Jodhpur Fort and Mehrangarh Museum
An incredible collection of artefacts housed in a series of breathtakingly decorative rooms and buildings. I especially liked the Maharaja’s romantic bedroom, where he would lie with the choice of his thirty official wives, underneath a carved wooden ceiling punctuated with coloured glass baubles. You can also see where the product of his romantic bedroom antics slept, in the collection of cradles, themselves works of art, many of them decorated with peacocks to rock the royal progeny to sleep.
Udaipur City Palace
Udaipur is the city of the ‘floating’ Taj lake palace, where the water changes from silver and blue to rose and lavender as Surya the sun god charts his way across the sky each day. The city palace houses a museum of old apartments of previous kings and rulers – the carvings and mirrorwork are a delight. Most impressive is Mor Chowk (peacock square) with its series of high-relief, coloured glass peacock mosaics, glittering in blue, green and gold.

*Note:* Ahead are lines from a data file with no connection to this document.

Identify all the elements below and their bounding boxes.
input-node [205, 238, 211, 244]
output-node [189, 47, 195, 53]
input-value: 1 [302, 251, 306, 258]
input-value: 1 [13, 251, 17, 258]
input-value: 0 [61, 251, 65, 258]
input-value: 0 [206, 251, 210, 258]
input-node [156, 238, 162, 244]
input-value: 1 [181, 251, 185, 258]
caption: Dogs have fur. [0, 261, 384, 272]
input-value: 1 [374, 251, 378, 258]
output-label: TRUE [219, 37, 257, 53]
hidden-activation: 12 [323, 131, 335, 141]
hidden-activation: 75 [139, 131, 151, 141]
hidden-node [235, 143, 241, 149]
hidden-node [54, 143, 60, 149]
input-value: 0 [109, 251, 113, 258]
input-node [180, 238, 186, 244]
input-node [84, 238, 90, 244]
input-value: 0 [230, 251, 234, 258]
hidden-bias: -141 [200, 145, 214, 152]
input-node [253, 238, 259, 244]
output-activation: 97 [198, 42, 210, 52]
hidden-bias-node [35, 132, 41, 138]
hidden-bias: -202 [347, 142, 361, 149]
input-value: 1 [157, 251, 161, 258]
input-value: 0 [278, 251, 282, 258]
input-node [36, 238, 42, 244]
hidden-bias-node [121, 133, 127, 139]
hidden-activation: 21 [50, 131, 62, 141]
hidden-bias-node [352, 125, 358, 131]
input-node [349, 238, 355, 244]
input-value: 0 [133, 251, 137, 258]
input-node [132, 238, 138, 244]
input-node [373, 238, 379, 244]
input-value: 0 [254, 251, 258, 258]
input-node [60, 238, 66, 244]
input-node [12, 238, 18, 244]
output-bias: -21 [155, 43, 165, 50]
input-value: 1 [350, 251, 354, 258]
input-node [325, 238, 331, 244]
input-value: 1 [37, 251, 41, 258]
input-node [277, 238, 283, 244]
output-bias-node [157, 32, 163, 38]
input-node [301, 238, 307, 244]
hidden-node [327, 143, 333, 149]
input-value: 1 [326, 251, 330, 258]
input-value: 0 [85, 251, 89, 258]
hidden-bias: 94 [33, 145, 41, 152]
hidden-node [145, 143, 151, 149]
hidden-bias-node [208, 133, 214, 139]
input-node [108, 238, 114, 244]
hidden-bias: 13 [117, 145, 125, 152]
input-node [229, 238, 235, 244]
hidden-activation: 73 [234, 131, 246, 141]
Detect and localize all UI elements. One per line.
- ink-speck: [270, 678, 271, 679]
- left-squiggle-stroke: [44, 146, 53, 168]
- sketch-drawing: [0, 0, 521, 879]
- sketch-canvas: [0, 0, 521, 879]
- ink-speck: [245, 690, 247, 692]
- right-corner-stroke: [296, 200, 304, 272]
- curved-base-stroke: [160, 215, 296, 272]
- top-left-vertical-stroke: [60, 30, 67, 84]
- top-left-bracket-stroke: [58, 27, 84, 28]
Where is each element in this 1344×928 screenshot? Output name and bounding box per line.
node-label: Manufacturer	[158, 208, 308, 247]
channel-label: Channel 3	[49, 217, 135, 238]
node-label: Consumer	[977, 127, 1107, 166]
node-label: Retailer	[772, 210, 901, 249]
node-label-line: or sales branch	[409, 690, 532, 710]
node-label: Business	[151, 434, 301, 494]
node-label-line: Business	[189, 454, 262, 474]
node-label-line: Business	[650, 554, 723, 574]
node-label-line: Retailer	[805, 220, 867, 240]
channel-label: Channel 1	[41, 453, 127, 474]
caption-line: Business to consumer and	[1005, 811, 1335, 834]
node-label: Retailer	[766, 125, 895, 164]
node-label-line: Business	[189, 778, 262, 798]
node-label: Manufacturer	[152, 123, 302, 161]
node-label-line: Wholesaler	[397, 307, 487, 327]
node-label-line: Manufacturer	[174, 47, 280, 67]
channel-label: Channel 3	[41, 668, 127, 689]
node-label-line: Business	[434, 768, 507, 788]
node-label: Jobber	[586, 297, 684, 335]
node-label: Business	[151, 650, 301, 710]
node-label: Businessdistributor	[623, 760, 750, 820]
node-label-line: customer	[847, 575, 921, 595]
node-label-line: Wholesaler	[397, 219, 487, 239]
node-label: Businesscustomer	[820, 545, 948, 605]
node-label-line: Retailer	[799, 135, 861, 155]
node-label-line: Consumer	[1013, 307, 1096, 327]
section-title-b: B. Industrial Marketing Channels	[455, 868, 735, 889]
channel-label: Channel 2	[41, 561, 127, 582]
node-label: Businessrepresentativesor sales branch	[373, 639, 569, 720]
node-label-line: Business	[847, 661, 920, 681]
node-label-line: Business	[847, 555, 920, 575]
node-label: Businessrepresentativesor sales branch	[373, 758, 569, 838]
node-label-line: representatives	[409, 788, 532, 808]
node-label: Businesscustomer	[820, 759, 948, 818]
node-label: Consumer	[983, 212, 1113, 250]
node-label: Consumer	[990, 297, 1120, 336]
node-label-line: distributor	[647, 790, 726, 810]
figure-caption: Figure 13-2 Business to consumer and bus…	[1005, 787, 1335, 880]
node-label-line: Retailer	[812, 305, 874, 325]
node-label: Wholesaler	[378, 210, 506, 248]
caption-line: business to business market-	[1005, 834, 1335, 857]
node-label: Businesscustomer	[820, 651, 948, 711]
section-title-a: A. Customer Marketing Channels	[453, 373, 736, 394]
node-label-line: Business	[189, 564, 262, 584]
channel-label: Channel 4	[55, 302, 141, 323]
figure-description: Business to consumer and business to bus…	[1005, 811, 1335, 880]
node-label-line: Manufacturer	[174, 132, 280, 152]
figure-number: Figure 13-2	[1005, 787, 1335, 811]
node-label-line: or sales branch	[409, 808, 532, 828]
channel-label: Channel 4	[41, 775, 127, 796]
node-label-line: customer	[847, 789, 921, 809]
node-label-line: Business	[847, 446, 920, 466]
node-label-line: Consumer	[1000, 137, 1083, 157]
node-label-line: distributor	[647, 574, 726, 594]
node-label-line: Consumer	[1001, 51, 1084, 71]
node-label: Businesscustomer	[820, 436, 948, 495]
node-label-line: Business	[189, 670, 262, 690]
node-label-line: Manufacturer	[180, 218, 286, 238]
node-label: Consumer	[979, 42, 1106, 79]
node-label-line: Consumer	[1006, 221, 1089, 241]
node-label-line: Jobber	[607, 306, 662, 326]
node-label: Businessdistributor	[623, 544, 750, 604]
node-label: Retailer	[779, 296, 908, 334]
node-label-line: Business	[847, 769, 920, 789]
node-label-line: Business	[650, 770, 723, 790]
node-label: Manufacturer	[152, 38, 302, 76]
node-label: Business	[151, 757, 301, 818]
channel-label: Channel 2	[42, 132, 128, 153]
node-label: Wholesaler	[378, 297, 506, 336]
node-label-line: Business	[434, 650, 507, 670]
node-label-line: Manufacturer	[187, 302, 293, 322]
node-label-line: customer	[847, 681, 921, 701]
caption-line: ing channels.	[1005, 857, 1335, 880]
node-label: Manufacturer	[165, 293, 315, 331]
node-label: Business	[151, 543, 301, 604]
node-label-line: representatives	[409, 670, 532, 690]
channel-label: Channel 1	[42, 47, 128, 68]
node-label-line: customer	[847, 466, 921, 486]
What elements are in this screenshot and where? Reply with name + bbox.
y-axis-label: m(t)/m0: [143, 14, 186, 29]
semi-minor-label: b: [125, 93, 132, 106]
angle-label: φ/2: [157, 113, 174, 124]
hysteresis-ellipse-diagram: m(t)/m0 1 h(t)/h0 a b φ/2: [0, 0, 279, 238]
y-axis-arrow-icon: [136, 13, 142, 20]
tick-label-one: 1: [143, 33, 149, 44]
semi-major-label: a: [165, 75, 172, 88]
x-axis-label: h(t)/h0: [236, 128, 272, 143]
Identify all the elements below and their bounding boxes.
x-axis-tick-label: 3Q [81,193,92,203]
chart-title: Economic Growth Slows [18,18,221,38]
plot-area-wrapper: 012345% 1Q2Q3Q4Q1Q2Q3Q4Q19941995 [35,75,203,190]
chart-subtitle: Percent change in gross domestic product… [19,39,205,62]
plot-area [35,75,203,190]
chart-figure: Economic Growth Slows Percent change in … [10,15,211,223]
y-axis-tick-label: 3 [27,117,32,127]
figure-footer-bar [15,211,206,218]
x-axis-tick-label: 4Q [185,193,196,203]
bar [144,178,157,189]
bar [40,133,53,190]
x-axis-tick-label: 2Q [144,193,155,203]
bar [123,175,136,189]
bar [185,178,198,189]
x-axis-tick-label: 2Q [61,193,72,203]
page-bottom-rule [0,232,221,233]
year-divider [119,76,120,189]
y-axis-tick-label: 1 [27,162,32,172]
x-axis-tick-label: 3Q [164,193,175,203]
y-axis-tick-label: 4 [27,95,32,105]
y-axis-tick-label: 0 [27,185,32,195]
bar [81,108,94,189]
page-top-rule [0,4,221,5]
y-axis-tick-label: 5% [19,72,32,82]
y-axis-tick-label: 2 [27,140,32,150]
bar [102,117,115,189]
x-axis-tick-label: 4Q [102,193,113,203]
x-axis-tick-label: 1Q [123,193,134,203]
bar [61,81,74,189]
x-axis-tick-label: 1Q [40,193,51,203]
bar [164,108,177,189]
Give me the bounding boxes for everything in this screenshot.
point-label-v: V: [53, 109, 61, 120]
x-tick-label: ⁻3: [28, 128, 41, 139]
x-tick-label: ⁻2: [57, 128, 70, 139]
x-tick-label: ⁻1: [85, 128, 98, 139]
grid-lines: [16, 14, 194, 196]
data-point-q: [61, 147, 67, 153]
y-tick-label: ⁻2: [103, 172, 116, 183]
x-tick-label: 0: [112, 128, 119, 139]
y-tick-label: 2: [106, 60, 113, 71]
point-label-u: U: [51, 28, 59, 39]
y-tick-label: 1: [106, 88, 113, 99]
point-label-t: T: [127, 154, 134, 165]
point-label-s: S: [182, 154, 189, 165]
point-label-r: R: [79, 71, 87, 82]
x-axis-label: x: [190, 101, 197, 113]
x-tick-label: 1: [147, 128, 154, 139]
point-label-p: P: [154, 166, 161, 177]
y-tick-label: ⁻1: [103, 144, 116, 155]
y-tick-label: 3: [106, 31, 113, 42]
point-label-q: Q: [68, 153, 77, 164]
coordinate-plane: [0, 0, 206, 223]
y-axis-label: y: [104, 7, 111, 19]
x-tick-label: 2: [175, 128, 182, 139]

Rural Rajasthan – Narlai village
Nestled in the Aravallis, India’s oldest ‘fold’ mountain range, Narlai has temples aplenty (over 300, I was told), a 1000-year-old step well, and stunning views from Narlai hill, which is topped with an enormous white elephant statue. Take a horse trek through the countryside on one of the special Marwari horses (identifiable by their ears, which curve inwards) or a jeep safari at sunrise in search of leopards. While you scan the huge boulders and rocks that dominate this landscape, you’ll also see peacocks everywhere – perched in trees, perched on top of temples, running down the road in front of you, or dancing with tail feathers spread like a bejewelled fan in the first rays of the sun.
(We visited Rajasthan long before the current pandemic. The most recent wave of Covid-19 in India has resulted in a huge, national catastrophe. You can help by donating to one of the many organisations supporting front line medical workers across the country. These include international charities such as UNICEF, Save the Children, and Oxfam India, and on-the-ground organisations such as Mumbai-based Making the Difference, Rapid Response, and the Indian Red Cross Society. I hope we will one day be able to return to this incredible country.)